The Lunar Ultraviolet Cosmic Imager (LUCI) is an innovative all-spherical mirrors telescope, initially poised to fly as a scientific UV imaging payload on a lunar mission in collaboration with Indian Aerospace Company-TeamIndus, Axiom Research Labs Pvt. Ltd. Observations from the Moon provide a unique opportunity to observe the sky from a stable platform far above the Earth's atmosphere.
Design, realization and calibration of LUCI was the heart of the PhD thesis of Joice Mathew (2018). He is currently an instrumentation scientist at the Research School of Astronomy and Astrophysics, Australian National University.
LUCI will observe at a fixed elevation angle and will detect stars in the near ultraviolet (200-320 nm) to a limiting magnitude of 12 AB, with a field of view of around 0.5 degrees. Sky coverage over one lunar night is approximately 60 square degrees. This instrument is designed as a pathfinder for larger observatories on lunar surface.

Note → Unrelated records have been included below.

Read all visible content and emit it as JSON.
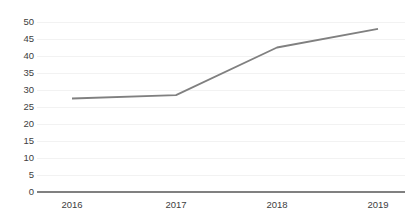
{
  "chart_data": {
    "type": "line",
    "title": "",
    "subtitle": "",
    "xlabel": "",
    "ylabel": "",
    "categories": [
      "2016",
      "2017",
      "2018",
      "2019"
    ],
    "values": [
      27.5,
      28.5,
      42.5,
      48
    ],
    "series": [
      {
        "name": "",
        "values": [
          27.5,
          28.5,
          42.5,
          48
        ]
      }
    ],
    "ylim": [
      0,
      50
    ],
    "yticks": [
      0,
      5,
      10,
      15,
      20,
      25,
      30,
      35,
      40,
      45,
      50
    ],
    "ytick_labels": [
      "0",
      "5",
      "10",
      "15",
      "20",
      "25",
      "30",
      "35",
      "40",
      "45",
      "50"
    ],
    "xtick_labels": [
      "2016",
      "2017",
      "2018",
      "2019"
    ],
    "grid": true,
    "grid_axis": "y",
    "legend": false,
    "legend_position": "none",
    "annotations": []
  },
  "style": {
    "line_color": "#808080",
    "grid_color": "#f2f2f2",
    "axis_color": "#808080",
    "tick_text_color": "#404040",
    "background_color": "#ffffff",
    "line_width": 1.8
  },
  "geometry": {
    "plot_left": 37,
    "plot_right": 405,
    "plot_top": 22,
    "plot_bottom": 192,
    "x_positions": [
      72,
      176,
      277,
      378
    ],
    "y_value_top": 50,
    "y_value_bottom": 0
  }
}
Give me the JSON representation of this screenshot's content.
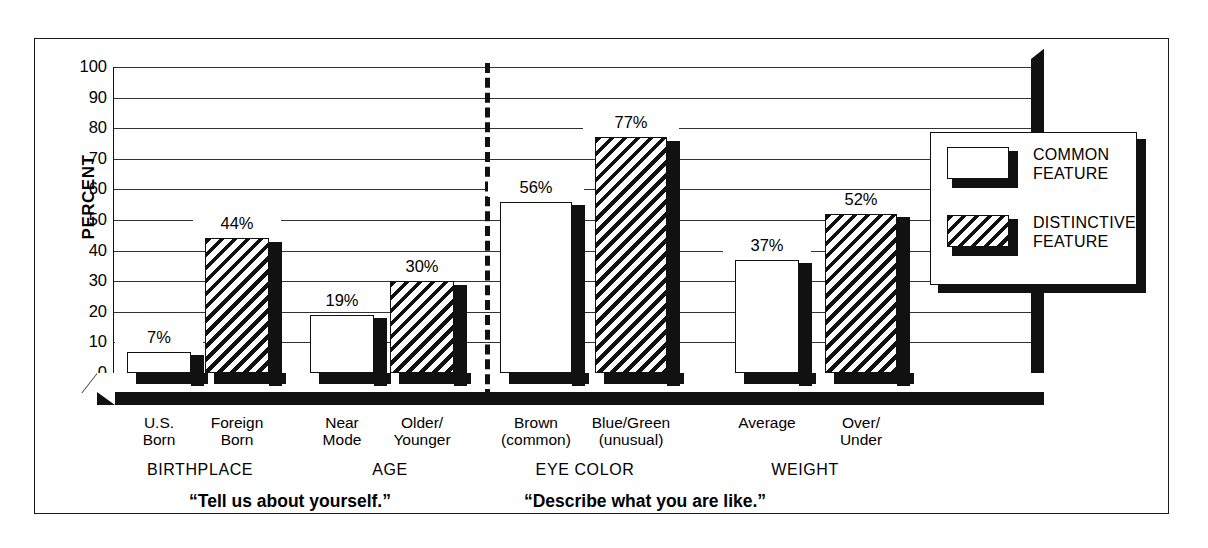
{
  "chart_data": {
    "type": "bar",
    "title": "",
    "xlabel": "",
    "ylabel": "PERCENT",
    "ylim": [
      0,
      100
    ],
    "yticks": [
      "0",
      "10",
      "20",
      "30",
      "40",
      "50",
      "60",
      "70",
      "80",
      "90",
      "100"
    ],
    "grid": true,
    "legend_position": "right-inside",
    "categories": [
      "U.S.\nBorn",
      "Foreign\nBorn",
      "Near\nMode",
      "Older/\nYounger",
      "Brown\n(common)",
      "Blue/Green\n(unusual)",
      "Average",
      "Over/\nUnder"
    ],
    "values": [
      7,
      44,
      19,
      30,
      56,
      77,
      37,
      52
    ],
    "value_labels": [
      "7%",
      "44%",
      "19%",
      "30%",
      "56%",
      "77%",
      "37%",
      "52%"
    ],
    "series": [
      {
        "name": "COMMON\nFEATURE",
        "pattern": "solid-white",
        "values": [
          7,
          null,
          19,
          null,
          56,
          null,
          37,
          null
        ]
      },
      {
        "name": "DISTINCTIVE\nFEATURE",
        "pattern": "diagonal-hatch",
        "values": [
          null,
          44,
          null,
          30,
          null,
          77,
          null,
          52
        ]
      }
    ],
    "series_of_bar": [
      "common",
      "distinctive",
      "common",
      "distinctive",
      "common",
      "distinctive",
      "common",
      "distinctive"
    ],
    "groups": [
      "BIRTHPLACE",
      "AGE",
      "EYE COLOR",
      "WEIGHT"
    ],
    "annotations": [
      "“Tell us about yourself.”",
      "“Describe what you are like.”"
    ],
    "divider": "dashed vertical line between AGE and EYE COLOR"
  },
  "axis": {
    "ylabel": "PERCENT",
    "ticks": [
      "100",
      "90",
      "80",
      "70",
      "60",
      "50",
      "40",
      "30",
      "20",
      "10",
      "0"
    ]
  },
  "bars": [
    {
      "label": "7%",
      "value": 7,
      "cat": "U.S.\nBorn",
      "type": "common"
    },
    {
      "label": "44%",
      "value": 44,
      "cat": "Foreign\nBorn",
      "type": "distinctive"
    },
    {
      "label": "19%",
      "value": 19,
      "cat": "Near\nMode",
      "type": "common"
    },
    {
      "label": "30%",
      "value": 30,
      "cat": "Older/\nYounger",
      "type": "distinctive"
    },
    {
      "label": "56%",
      "value": 56,
      "cat": "Brown\n(common)",
      "type": "common"
    },
    {
      "label": "77%",
      "value": 77,
      "cat": "Blue/Green\n(unusual)",
      "type": "distinctive"
    },
    {
      "label": "37%",
      "value": 37,
      "cat": "Average",
      "type": "common"
    },
    {
      "label": "52%",
      "value": 52,
      "cat": "Over/\nUnder",
      "type": "distinctive"
    }
  ],
  "groups": [
    {
      "name": "BIRTHPLACE"
    },
    {
      "name": "AGE"
    },
    {
      "name": "EYE COLOR"
    },
    {
      "name": "WEIGHT"
    }
  ],
  "quotes": {
    "left": "“Tell us about yourself.”",
    "right": "“Describe what you are like.”"
  },
  "legend": {
    "items": [
      {
        "label": "COMMON\nFEATURE",
        "pattern": "solid-white"
      },
      {
        "label": "DISTINCTIVE\nFEATURE",
        "pattern": "diagonal-hatch"
      }
    ]
  },
  "colors": {
    "ink": "#111111",
    "paper": "#ffffff"
  }
}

The primary science goal is to study bright regions of the sky (mag_AB < 10) in the near UV band:
The instrument has been assembled in the class 1000 clean room at the M.G.K Menon Laboratory for Space Sciences. Ground calibration and preliminary qualification tests are also completed. It is packed in a secure enclosure and stored in the clean room environment, awaiting launch opportunities.